Jointness vs Integration
India’s military reforms can be possible only when there is clarity over command
RAdm. Sudhir Pillai (retd)
AVM Anil Golani’s article in FORCE (October 2025), ‘Move with Caution’, argues that reform must be evolutionary, not impulsive. His caution, rooted in legitimate institutional concern, blurs two questions: whether India is moving too fast or in the wrong conceptual direction. The issue is not pace but purpose. India’s future joint warfighting must rest on doctrinal clarity, not deadlines.
AVM Golani distinguishes between ‘jointness’ and ‘integration.’ Jointness is ‘the synergistic application of force combining the strengths of each Service’, whereas integration ‘structurally combines the forces under a multi-Service command, merging their identities into a composite whole’. As I argued in my chapter, ‘Lessons in Jointness from the Andaman & Nicobar Command Experience’, in Force in Statecraft: An Indian Perspective (NDC, KW Publishers, 2022), each Service is raised and trained for specialised ends. The goal is not to fuse them into a single ‘purple’ entity but to make the army, navy, air force and coast guard operate in mutually reinforcing ways. The challenge is to integrate diversity into one coherent fighting force.
History warns against mistaking unification for integration. Canada’s 1968 experiment of merging its Services under the Canadian Forces Reorganization Act led to a collapse in morale and ethos; by 1975, Canada had restored distinct identities. The lesson endures: integration succeeds when it harmonises capabilities, not when it homogenises cultures.
Integration, Command and Doctrine
What AVM Golani’s formulation omits is crucial: the word ‘command’. In his framework, jointness emphasises coordination, and integration refers to structure; yet neither defines who commands or who is accountable.
After Air Chief Marshal A.P. Singh’s remarks at Ran Samvad 2025 in Mhow, director general, Centre for Aerospace Power and Strategic Studies (CAPSS), AVM Golani presented the IAF’s case for an India-specific model. His argument, consistent with the Joint Doctrine of the Indian Armed Forces, 2017 (JDIAF), restates the air force position with clarity yet leaves open the question: how will conceptual caution translate into a command system that unifies authority without eroding individual identities?

PECKING ORDER Defence minister Rajnath Singh talking to three Service Chiefs along with CDS Gen. Anil Chauhan
At Mhow, the air chief proposed a Joint Planning and Coordination Centre in Delhi comprising the CDS and Service Chiefs, rather than the immediate creation of theatre commands. Citing Operation Sindoor, he warned that “creating a new structure while disrupting everything is not a good idea.”
At the same forum, the Chief of Defence Staff (CDS), General Anil Chauhan emphasised that jointness, the ability of the three Services to operate as one, is the foundation of India’s transformation. He called for a consultative, India-specific process so the forces ‘fight together and think together.’
The JDIAF promotes co-operative centralised planning across domains—land, sea, air, space and cyber—but never states who commands when these forces act together. It recognises that modern warfare is unpredictable and calls for intent-based, delegated leadership and mission command, yet stops short of prescribing how authority should converge under a single commander.
India, therefore, remains in a doctrinal gap: integration accepted in theory but unsupported by command structure in practice. Updating doctrine to establish clear authority lines for integrated commands would align India with global best practice and bridge the divide between coordination and command.
A Microcosm of Integration
Air Defence (AD) best illustrates integration in practice. Protecting India’s skies is primarily an air force responsibility; yet, no single service can sustain coverage across every vital area, from Vadinar to Paradip, the islands, offshore fields, and sea lanes spanning the Arabian Sea, Bay of Bengal, and the wider Indo-Pacific.

COORDINATION Indian military officers during tri-service Exercise Tropex 2025
AD
Subscribe To Force
Fuel Fearless Journalism with Your Yearly Subscription
SUBSCRIBE NOW
We don’t tell you how to do your job…
But we put the environment in which you do your job in perspective, so that when you step out you do so with the complete picture.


**Work task:**
Report the count of lines containing the word "Logo" in the entries below, and nothing more.

####

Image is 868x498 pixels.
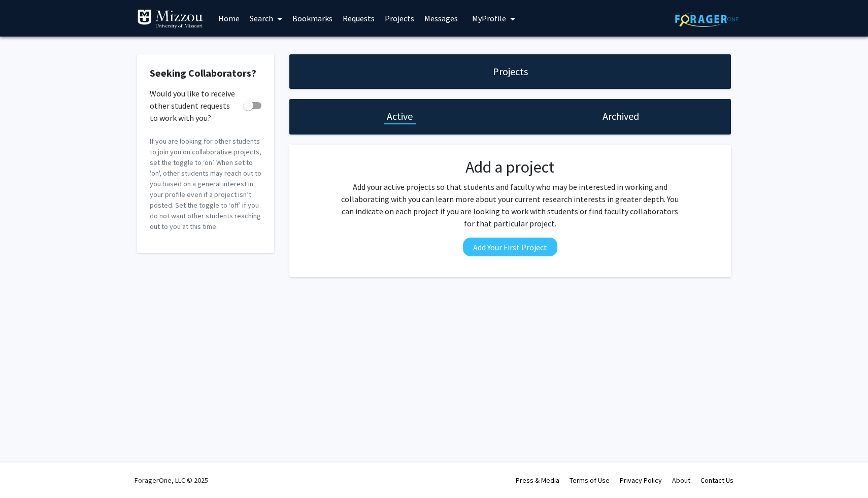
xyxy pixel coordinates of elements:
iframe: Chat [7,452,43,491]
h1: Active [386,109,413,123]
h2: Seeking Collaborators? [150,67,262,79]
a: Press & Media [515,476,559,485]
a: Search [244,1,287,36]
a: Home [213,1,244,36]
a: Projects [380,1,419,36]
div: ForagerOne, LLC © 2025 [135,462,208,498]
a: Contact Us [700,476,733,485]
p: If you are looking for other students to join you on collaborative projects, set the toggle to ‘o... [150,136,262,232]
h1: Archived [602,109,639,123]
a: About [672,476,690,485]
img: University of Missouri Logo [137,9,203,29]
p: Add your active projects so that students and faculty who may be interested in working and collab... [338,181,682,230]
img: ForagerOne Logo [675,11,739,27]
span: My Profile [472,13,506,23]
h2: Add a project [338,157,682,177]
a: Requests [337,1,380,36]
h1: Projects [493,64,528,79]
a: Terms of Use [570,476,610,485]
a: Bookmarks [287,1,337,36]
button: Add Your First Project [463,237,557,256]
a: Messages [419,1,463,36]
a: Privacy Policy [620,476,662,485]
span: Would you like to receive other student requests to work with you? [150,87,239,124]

####

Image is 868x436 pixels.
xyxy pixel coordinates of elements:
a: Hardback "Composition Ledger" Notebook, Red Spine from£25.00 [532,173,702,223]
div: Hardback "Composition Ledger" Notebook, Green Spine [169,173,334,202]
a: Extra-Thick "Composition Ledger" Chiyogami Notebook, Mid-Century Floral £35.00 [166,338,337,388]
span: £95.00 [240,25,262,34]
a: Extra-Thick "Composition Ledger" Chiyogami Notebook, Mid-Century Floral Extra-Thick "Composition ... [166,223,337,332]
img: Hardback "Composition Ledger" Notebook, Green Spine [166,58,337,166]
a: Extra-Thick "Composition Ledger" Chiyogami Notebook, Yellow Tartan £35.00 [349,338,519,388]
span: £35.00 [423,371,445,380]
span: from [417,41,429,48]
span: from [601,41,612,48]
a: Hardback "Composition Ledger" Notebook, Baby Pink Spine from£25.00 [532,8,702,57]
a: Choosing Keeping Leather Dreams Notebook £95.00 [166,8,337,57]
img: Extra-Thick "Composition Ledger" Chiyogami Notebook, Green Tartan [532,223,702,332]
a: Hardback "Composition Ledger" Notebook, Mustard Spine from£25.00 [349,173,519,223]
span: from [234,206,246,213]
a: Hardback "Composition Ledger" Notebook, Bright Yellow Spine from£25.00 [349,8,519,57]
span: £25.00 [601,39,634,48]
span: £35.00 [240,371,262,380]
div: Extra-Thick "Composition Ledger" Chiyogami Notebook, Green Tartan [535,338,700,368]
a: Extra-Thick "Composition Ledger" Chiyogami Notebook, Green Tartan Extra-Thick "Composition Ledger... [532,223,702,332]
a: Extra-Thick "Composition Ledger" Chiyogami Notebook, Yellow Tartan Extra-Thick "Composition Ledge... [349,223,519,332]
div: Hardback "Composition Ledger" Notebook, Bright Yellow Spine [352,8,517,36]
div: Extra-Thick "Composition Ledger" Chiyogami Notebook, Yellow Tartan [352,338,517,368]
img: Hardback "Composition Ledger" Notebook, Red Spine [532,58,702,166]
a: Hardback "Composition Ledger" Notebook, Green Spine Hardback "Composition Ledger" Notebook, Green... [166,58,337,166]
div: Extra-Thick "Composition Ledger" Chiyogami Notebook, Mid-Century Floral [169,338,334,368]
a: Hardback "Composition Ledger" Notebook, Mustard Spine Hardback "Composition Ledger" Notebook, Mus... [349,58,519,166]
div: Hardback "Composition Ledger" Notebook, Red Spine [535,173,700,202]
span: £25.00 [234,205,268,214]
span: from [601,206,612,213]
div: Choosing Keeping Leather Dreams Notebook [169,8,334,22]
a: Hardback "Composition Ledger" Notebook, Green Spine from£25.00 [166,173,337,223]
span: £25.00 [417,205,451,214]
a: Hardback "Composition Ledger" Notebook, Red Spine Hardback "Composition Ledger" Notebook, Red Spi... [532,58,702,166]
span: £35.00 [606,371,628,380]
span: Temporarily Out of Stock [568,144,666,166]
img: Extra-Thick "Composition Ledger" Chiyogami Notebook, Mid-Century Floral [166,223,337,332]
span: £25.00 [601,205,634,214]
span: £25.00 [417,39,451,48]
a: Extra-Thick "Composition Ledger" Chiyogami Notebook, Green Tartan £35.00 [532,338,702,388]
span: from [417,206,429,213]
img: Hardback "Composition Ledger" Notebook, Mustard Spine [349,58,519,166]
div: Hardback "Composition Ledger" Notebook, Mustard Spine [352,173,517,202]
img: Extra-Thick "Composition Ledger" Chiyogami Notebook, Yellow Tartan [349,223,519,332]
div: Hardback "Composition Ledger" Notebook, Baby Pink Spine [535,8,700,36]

####

**Exercise response:**
2